Canonical is making strides in promoting Ubuntu for RISC-V devices, such as the RISC-V tablet from DeepComputing and various single-board computers. As the next long-term support (LTS) release approaches, Canonical is recalibrating its hardware support strategy with a significant change affecting future versions of Ubuntu on RISC-V platforms.
A New Baseline for RISC-V
Ubuntu 25.10 raises its baseline RISC-V ISA profile from RVA20 to RVA23. The RVA (RISC-V Vector Architecture) profile specifies the vector processing capabilities required for a RISC-V system, enabling software to depend on certain features within specific generations of RISC-V implementations.
RISC-V International emphasizes that this architecture is designed to be highly modular and extensible, incorporating an expanding set of standard extensions, each featuring a bundle of instruction-set capabilities. The RVA23 profile, which has been ratified, mandates several new extensions, including crucial Vector and Hypervisor extensions, which are essential for handling computationally intensive workloads such as AI, machine learning, cryptography, and enterprise applications.
The Vector extension allows CPUs to execute multiple operations concurrently, enhancing speed and efficiency. Many currently available RISC-V devices, including the DC-ROMA PAD II tablet, already support this extension.
Other Mandatory RVA23 Extensions Include:
- Zvfhmin: Vector minimal half-precision floating-point
- Zvbb: Vector basic bit-manipulation instructions
- Zvkt: Vector data-independent execution latency
- Zihintntl: Non-temporal locality hints
- Zicond: Integer conditional operations
- Zimop: Might-be operations
- Zcmop: Compressed might-be operations
- Zcb: Additional compressed instructions
- Zfa: Additional floating-point instructions
- Zawrs: Wait-on-reservation-set instructions
- Supm: Pointer masking
These new mandatory extensions mean better handling of floating-point calculations, enhanced bit-level manipulation for cryptographic tasks, and overall more efficient instruction management for software and operating systems running on RISC-V.
Impact on Existing Hardware
An open issue on Launchpad suggests that the “ubuntu-release-upgrader should stop upgrades beyond Ubuntu 24.04 on hardware that does not support the RVA23U64 profile,” implying that Ubuntu 25.10 and future versions will not be compatible with most current RISC-V hardware that lack the required RVA23 extensions.
However, existing hardware will still support earlier Ubuntu versions, with Ubuntu 24.04 LTS available until at least 2029. Hence, the broader impact of this transition may not be substantial considering that RISC-V adoption is still relatively niche.
Moving forward, focusing on more capable RISC-V devices could establish Ubuntu as the leading operating system in this domain. While support for RVA23-compatible devices is limited now, its landscape is likely to shift swiftly as hardware improves.
For more details on RISC-V advancements, visit RISC-V and Ubuntu 25.10.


# Aim of the exercise:
Repeat the records below verbatim and include no pictures.

________________

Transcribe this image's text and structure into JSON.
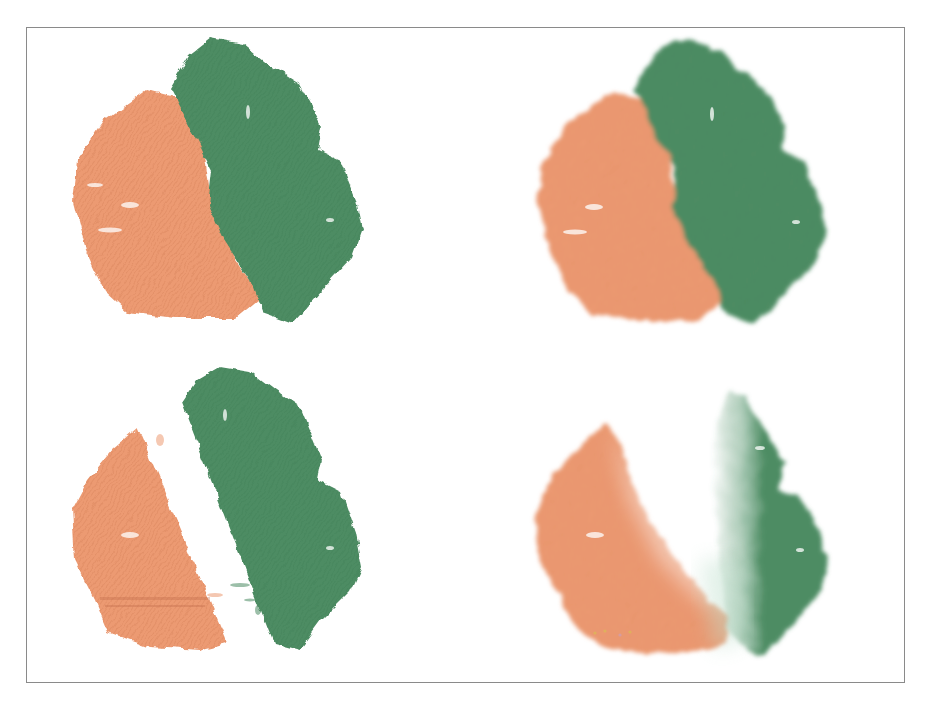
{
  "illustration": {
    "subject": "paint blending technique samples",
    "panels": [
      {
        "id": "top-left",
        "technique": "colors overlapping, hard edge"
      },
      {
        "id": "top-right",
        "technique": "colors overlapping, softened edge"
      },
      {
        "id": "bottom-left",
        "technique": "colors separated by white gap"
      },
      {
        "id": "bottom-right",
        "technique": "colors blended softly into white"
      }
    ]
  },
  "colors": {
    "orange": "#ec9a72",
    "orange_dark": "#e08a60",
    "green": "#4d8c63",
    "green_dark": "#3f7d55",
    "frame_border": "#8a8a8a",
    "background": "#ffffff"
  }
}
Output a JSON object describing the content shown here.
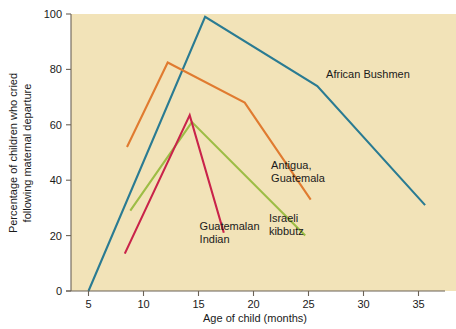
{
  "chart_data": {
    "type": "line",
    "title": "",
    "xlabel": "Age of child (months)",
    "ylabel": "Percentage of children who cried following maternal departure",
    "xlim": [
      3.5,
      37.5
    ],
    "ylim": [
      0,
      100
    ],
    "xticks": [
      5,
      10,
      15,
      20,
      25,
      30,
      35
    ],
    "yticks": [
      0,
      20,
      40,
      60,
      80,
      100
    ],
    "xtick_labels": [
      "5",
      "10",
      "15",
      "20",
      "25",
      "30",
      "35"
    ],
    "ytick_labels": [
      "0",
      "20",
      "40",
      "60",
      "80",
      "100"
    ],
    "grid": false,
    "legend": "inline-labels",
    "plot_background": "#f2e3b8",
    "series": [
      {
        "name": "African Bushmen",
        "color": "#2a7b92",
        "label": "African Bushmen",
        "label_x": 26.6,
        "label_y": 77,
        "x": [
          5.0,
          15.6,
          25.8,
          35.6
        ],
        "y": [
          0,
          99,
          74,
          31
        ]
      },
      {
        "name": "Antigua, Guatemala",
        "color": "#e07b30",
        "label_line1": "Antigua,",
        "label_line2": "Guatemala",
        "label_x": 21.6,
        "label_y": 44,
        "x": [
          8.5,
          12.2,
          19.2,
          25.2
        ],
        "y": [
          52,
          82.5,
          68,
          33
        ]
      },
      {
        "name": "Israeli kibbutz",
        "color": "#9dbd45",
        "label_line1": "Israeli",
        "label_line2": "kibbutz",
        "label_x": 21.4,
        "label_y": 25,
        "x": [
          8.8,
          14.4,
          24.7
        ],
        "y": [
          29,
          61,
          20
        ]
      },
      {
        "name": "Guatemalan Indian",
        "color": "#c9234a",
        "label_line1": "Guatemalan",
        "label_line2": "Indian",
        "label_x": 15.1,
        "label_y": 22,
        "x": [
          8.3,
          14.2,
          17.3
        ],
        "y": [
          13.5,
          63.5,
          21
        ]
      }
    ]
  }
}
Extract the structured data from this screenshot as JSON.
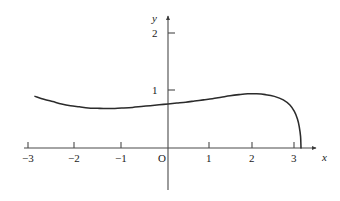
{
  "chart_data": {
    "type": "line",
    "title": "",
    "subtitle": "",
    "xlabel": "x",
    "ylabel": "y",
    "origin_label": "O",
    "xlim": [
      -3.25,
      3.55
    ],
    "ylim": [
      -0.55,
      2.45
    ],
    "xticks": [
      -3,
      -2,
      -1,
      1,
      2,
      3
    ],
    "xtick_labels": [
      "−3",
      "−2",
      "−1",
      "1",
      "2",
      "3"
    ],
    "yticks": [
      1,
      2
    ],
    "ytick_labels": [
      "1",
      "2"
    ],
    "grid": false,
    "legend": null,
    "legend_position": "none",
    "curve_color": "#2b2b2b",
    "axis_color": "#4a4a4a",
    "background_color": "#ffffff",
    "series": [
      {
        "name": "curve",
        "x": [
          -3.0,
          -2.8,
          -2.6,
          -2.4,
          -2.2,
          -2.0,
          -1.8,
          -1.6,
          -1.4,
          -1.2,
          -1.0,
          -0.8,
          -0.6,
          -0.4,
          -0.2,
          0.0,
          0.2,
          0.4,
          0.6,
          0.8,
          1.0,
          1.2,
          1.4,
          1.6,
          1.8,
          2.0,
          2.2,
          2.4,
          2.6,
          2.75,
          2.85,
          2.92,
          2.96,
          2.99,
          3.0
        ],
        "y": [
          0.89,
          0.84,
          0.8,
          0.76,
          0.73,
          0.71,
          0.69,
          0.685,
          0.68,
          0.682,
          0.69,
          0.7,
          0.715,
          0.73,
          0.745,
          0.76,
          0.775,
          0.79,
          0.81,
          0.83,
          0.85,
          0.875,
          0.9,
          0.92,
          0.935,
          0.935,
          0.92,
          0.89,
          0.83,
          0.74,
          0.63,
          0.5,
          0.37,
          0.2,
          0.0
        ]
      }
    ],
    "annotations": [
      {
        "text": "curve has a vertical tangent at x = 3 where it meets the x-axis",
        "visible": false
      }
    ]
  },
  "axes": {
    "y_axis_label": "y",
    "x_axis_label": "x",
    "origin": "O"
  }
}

________________

# Answer to the exercise:
Transcribe this image's text and structure into JSON.
{
  "illustration": {
    "subject": "paint blending technique samples",
    "panels": [
      {
        "id": "top-left",
        "technique": "colors overlapping, hard edge"
      },
      {
        "id": "top-right",
        "technique": "colors overlapping, softened edge"
      },
      {
        "id": "bottom-left",
        "technique": "colors separated by white gap"
      },
      {
        "id": "bottom-right",
        "technique": "colors blended softly into white"
      }
    ]
  },
  "colors": {
    "orange": "#ec9a72",
    "orange_dark": "#e08a60",
    "green": "#4d8c63",
    "green_dark": "#3f7d55",
    "frame_border": "#8a8a8a",
    "background": "#ffffff"
  }
}
Output a JSON object describing the content shown here.
{
  "chart_data": {
    "type": "line",
    "title": "",
    "xlabel": "Age of child (months)",
    "ylabel": "Percentage of children who cried following maternal departure",
    "xlim": [
      3.5,
      37.5
    ],
    "ylim": [
      0,
      100
    ],
    "xticks": [
      5,
      10,
      15,
      20,
      25,
      30,
      35
    ],
    "yticks": [
      0,
      20,
      40,
      60,
      80,
      100
    ],
    "xtick_labels": [
      "5",
      "10",
      "15",
      "20",
      "25",
      "30",
      "35"
    ],
    "ytick_labels": [
      "0",
      "20",
      "40",
      "60",
      "80",
      "100"
    ],
    "grid": false,
    "legend": "inline-labels",
    "plot_background": "#f2e3b8",
    "series": [
      {
        "name": "African Bushmen",
        "color": "#2a7b92",
        "label": "African Bushmen",
        "label_x": 26.6,
        "label_y": 77,
        "x": [
          5.0,
          15.6,
          25.8,
          35.6
        ],
        "y": [
          0,
          99,
          74,
          31
        ]
      },
      {
        "name": "Antigua, Guatemala",
        "color": "#e07b30",
        "label_line1": "Antigua,",
        "label_line2": "Guatemala",
        "label_x": 21.6,
        "label_y": 44,
        "x": [
          8.5,
          12.2,
          19.2,
          25.2
        ],
        "y": [
          52,
          82.5,
          68,
          33
        ]
      },
      {
        "name": "Israeli kibbutz",
        "color": "#9dbd45",
        "label_line1": "Israeli",
        "label_line2": "kibbutz",
        "label_x": 21.4,
        "label_y": 25,
        "x": [
          8.8,
          14.4,
          24.7
        ],
        "y": [
          29,
          61,
          20
        ]
      },
      {
        "name": "Guatemalan Indian",
        "color": "#c9234a",
        "label_line1": "Guatemalan",
        "label_line2": "Indian",
        "label_x": 15.1,
        "label_y": 22,
        "x": [
          8.3,
          14.2,
          17.3
        ],
        "y": [
          13.5,
          63.5,
          21
        ]
      }
    ]
  }
}
Extract the structured data from this screenshot as JSON.
{
  "chart_data": {
    "type": "line",
    "title": "",
    "subtitle": "",
    "xlabel": "x",
    "ylabel": "y",
    "origin_label": "O",
    "xlim": [
      -3.25,
      3.55
    ],
    "ylim": [
      -0.55,
      2.45
    ],
    "xticks": [
      -3,
      -2,
      -1,
      1,
      2,
      3
    ],
    "xtick_labels": [
      "−3",
      "−2",
      "−1",
      "1",
      "2",
      "3"
    ],
    "yticks": [
      1,
      2
    ],
    "ytick_labels": [
      "1",
      "2"
    ],
    "grid": false,
    "legend": null,
    "legend_position": "none",
    "curve_color": "#2b2b2b",
    "axis_color": "#4a4a4a",
    "background_color": "#ffffff",
    "series": [
      {
        "name": "curve",
        "x": [
          -3.0,
          -2.8,
          -2.6,
          -2.4,
          -2.2,
          -2.0,
          -1.8,
          -1.6,
          -1.4,
          -1.2,
          -1.0,
          -0.8,
          -0.6,
          -0.4,
          -0.2,
          0.0,
          0.2,
          0.4,
          0.6,
          0.8,
          1.0,
          1.2,
          1.4,
          1.6,
          1.8,
          2.0,
          2.2,
          2.4,
          2.6,
          2.75,
          2.85,
          2.92,
          2.96,
          2.99,
          3.0
        ],
        "y": [
          0.89,
          0.84,
          0.8,
          0.76,
          0.73,
          0.71,
          0.69,
          0.685,
          0.68,
          0.682,
          0.69,
          0.7,
          0.715,
          0.73,
          0.745,
          0.76,
          0.775,
          0.79,
          0.81,
          0.83,
          0.85,
          0.875,
          0.9,
          0.92,
          0.935,
          0.935,
          0.92,
          0.89,
          0.83,
          0.74,
          0.63,
          0.5,
          0.37,
          0.2,
          0.0
        ]
      }
    ],
    "annotations": [
      {
        "text": "curve has a vertical tangent at x = 3 where it meets the x-axis",
        "visible": false
      }
    ]
  },
  "axes": {
    "y_axis_label": "y",
    "x_axis_label": "x",
    "origin": "O"
  }
}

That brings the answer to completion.